Sunday, December 11, 2022

"She never more will return."




“If there be any man to whose happiness marriage is more necessary than to that of another, it is a country clergyman.” Trollope wrote that in The Bertrams, one of his many novels that chronicled the Victorian clerical world. Certainly, it was always for the best when marital harmony reigned in the village rectory, if only as an example. In the course of human events, however, it is not always possible. 

One Sunday morning in August 1871, the Rev Richard Hull, longtime rector of All Saints, in the Bedfordshire village of Stondon, stood in the pulpit to announce that his wife of 25 years had gone to London. "She never more will return." In such a small place as Stondon (Upper and Lower), the news would not have been totally unexpected. The rector invited anyone who wished for an explanation to meet him in the vestry on an appointed night that coming week. 

James Long came out that evening. A man of considerable wealth & position, Long farmed more than a thousand acres in Henlow, a village some distance away. Though not a parishioner, his late brother had been a churchwarden in Stondon. The Longs, as a family, were clearly partisans for the absent Mrs. Hull. Before the vestry audience, Long asked the rector, "Are you aware" of the various bits of gossip in the village? Was it true that Mrs. Hull could no longer tolerate her husband's drinking and physical abuse? What of the rumours linking Mr. Hull with two village women, including a former servant. So rife was that talk, Long predicted the rector would likely be the victim of "rough music," the typical rustic way of taunting suspected adulterers. 

According to his Bishop, the rector's domestic unhappiness was no one's business and the vestry meeting had been a terrible mistake. However, with such serious accusations made public, Rev. Hull would have to answer them or resign. A slander action was filed against James Long. 

At the 1872 spring assizes at the County Hall in Aylesbury, the Rev. Mr. Hull stood in the witness box. He couldn't deny the latter years of his married life had been miserable. His wife neglected the proper running of their household, whilst her extravagance and love of fancy company far usurped his income. They quarreled frequently; she was “one of the worst tempered of her sex.” They had agreed a separation was for the best; he would continue to support her and the children. Hull believed Long's real intention was to have the rector removed and replaced by his own son "who plans to go into the church." Under cross-examination, Hull admitted he had struck his wife, once or twice. As he put it, "I boxed her ears." He denied being drunk several nights a week. In fact, he hadn't been drunk since 1839. He and Lucy Cooper, the former housemaid, now a married woman, were just old friends, she helped cleaning the church, etc. He did not know that some believed he was was the father of Lucy's first child. He most assuredly wasn't. As for being seen kissing a local woman named Ashby, Hull scoffed, "We're like brother and sister." 

The defendant, James Long, told the jury his entire role in Stondon was driven solely "out of pure friendship" for Rev. Hull. Personally, he didn't believe any of the gossip but the rector needed to know the rumours generated by his indiscreet conduct. It had gotten to the point that some of the locals were planning for "rough music," which in Stondon's version, would have involved pelting the rector with "dinosaur dung," from a local coprolite mine!  

After several hours of testimony, the jury foreman rose to say they had already formed their verdict. Apparently, Chief Baron Kelly had too. "If you think, as I do not hesitate to say that I think, that the object of the defendant was to induce the plaintiff to pursue a course which should not lead to the increase and exacerbation of these unpleasant rumours, then nothing that was said is actionable." The verdict for Long quickly followed. The courtroom was filled by locals who made the journey and cheered the result.

Despite Rev. Hull's courtroom defeat, the general takeaway was that all the rumours and gossip about his private life had been debunked. He returned to Stondon rectory. His first wife died rather suddenly. Waiting the proper interval, the rector remarried a solicitor's daughter. They soon had two young children capering about Stondon rectory where the Rev Mr. Hull remained until his death in 1890.

No dung was flung at Mr. Hull but other clergymen were treated to some "rough music." The Rev. Mr. Howes of Bracknell, for instance. For more, see my earlier published collection Clerical Errors, Volume 1. Only Kindle editions are available. Thank you.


Every line with the string "pixels" should be copied from the data.

- Opening Delimiter -

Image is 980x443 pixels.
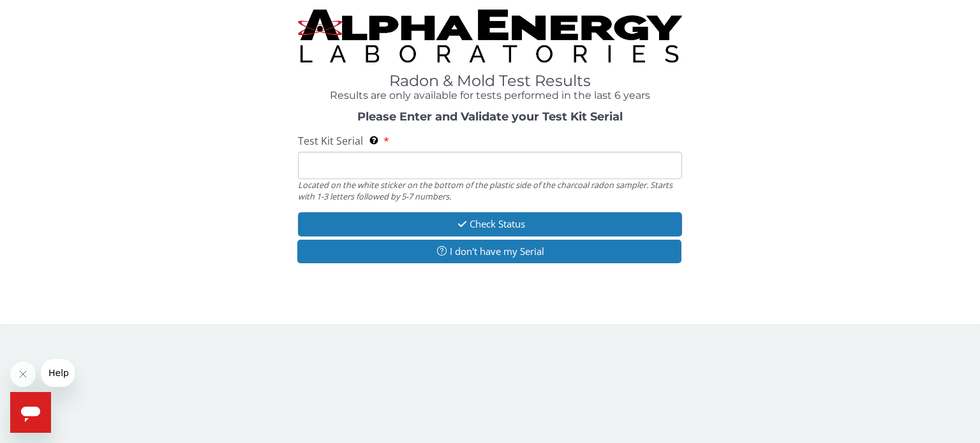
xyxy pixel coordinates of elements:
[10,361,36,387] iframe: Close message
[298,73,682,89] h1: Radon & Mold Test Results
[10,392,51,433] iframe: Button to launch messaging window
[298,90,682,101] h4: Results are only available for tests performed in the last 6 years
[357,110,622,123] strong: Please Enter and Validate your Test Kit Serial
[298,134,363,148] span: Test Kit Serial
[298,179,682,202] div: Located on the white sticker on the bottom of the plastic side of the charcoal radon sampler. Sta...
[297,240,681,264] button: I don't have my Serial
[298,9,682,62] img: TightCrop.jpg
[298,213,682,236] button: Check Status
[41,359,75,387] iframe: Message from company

- Closing Delimiter -
- Opening Delimiter -

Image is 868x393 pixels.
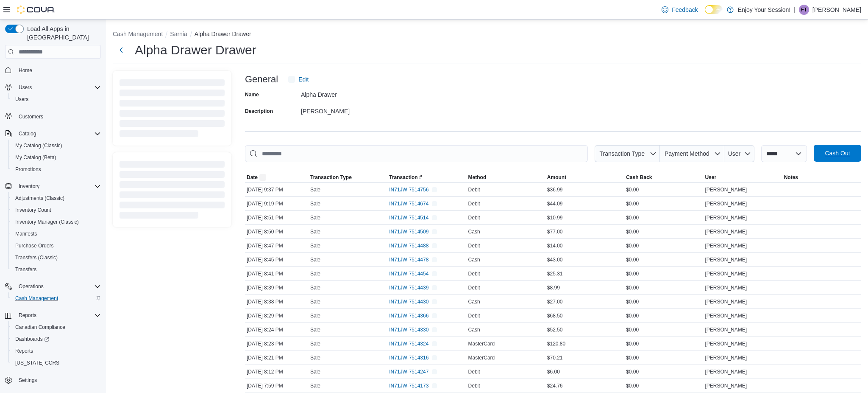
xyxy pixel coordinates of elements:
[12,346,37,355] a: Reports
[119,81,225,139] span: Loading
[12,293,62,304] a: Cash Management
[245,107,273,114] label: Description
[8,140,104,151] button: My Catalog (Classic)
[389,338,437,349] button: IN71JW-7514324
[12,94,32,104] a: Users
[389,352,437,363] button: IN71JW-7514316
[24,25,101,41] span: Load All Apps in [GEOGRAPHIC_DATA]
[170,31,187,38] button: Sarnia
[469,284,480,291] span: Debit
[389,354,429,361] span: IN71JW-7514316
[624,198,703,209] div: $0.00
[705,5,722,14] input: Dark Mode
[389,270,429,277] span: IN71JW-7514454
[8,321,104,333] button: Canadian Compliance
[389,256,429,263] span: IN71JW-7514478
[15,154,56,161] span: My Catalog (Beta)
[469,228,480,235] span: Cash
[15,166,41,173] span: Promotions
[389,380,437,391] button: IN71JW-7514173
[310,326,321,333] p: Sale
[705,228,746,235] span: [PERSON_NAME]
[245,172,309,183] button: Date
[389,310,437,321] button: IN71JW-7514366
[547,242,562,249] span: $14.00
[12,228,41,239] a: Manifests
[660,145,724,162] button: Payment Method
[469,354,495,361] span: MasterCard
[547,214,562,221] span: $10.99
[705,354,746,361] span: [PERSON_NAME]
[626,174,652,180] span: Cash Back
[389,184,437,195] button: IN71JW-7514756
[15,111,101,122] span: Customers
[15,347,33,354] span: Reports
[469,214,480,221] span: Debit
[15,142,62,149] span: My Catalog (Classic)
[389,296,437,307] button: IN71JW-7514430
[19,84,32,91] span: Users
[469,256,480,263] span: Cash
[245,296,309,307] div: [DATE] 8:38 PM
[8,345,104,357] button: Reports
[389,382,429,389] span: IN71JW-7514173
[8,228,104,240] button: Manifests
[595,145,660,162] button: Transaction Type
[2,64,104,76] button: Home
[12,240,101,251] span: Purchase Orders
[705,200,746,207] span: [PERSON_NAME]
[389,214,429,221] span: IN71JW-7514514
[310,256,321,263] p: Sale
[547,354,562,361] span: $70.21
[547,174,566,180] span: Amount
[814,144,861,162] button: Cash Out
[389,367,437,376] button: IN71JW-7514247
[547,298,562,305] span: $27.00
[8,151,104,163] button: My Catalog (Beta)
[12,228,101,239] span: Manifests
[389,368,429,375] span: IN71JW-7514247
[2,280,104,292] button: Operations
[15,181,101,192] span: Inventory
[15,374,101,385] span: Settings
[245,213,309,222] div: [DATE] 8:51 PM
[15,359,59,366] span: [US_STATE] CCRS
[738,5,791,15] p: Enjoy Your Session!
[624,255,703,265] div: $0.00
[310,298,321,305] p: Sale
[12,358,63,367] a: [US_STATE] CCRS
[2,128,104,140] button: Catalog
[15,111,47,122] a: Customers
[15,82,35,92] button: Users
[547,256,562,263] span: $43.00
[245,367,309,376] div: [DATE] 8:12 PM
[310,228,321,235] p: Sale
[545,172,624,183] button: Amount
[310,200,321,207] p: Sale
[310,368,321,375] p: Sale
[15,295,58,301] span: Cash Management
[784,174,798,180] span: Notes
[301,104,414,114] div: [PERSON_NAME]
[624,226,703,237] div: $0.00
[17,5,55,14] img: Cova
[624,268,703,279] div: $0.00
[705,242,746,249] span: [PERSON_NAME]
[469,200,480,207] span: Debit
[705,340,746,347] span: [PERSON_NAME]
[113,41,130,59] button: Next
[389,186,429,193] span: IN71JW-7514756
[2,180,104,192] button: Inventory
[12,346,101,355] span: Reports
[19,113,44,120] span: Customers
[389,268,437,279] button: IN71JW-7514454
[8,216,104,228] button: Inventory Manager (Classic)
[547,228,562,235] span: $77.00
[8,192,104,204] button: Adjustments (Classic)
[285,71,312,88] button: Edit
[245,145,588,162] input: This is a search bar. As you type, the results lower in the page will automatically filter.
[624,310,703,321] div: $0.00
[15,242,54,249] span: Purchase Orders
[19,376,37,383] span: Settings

- Closing Delimiter -
- Opening Delimiter -

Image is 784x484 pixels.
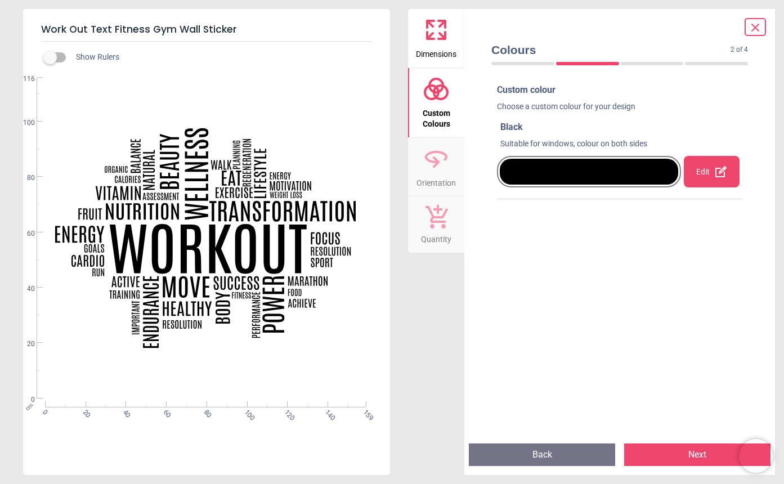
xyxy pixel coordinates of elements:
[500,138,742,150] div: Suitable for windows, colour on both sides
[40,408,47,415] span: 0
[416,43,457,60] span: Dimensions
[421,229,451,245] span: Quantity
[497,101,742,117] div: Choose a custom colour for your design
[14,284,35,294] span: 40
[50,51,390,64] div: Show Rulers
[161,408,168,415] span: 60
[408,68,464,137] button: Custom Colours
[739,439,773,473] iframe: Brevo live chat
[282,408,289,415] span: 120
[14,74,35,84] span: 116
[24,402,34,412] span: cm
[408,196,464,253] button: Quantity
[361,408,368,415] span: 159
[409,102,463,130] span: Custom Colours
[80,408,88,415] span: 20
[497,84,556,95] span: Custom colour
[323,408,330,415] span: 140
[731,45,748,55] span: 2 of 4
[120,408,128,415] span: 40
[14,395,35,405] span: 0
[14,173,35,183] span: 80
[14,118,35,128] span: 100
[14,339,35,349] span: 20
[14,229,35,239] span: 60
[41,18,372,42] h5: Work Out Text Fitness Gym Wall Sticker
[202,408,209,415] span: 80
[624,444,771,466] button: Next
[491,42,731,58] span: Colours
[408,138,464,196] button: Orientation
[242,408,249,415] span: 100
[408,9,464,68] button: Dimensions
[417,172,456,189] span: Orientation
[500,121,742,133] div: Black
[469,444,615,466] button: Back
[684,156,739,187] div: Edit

- Closing Delimiter -

Solved exercise =>
Image is 980x443 pixels.
Image is 868x393 pixels.
Image is 784x484 pixels.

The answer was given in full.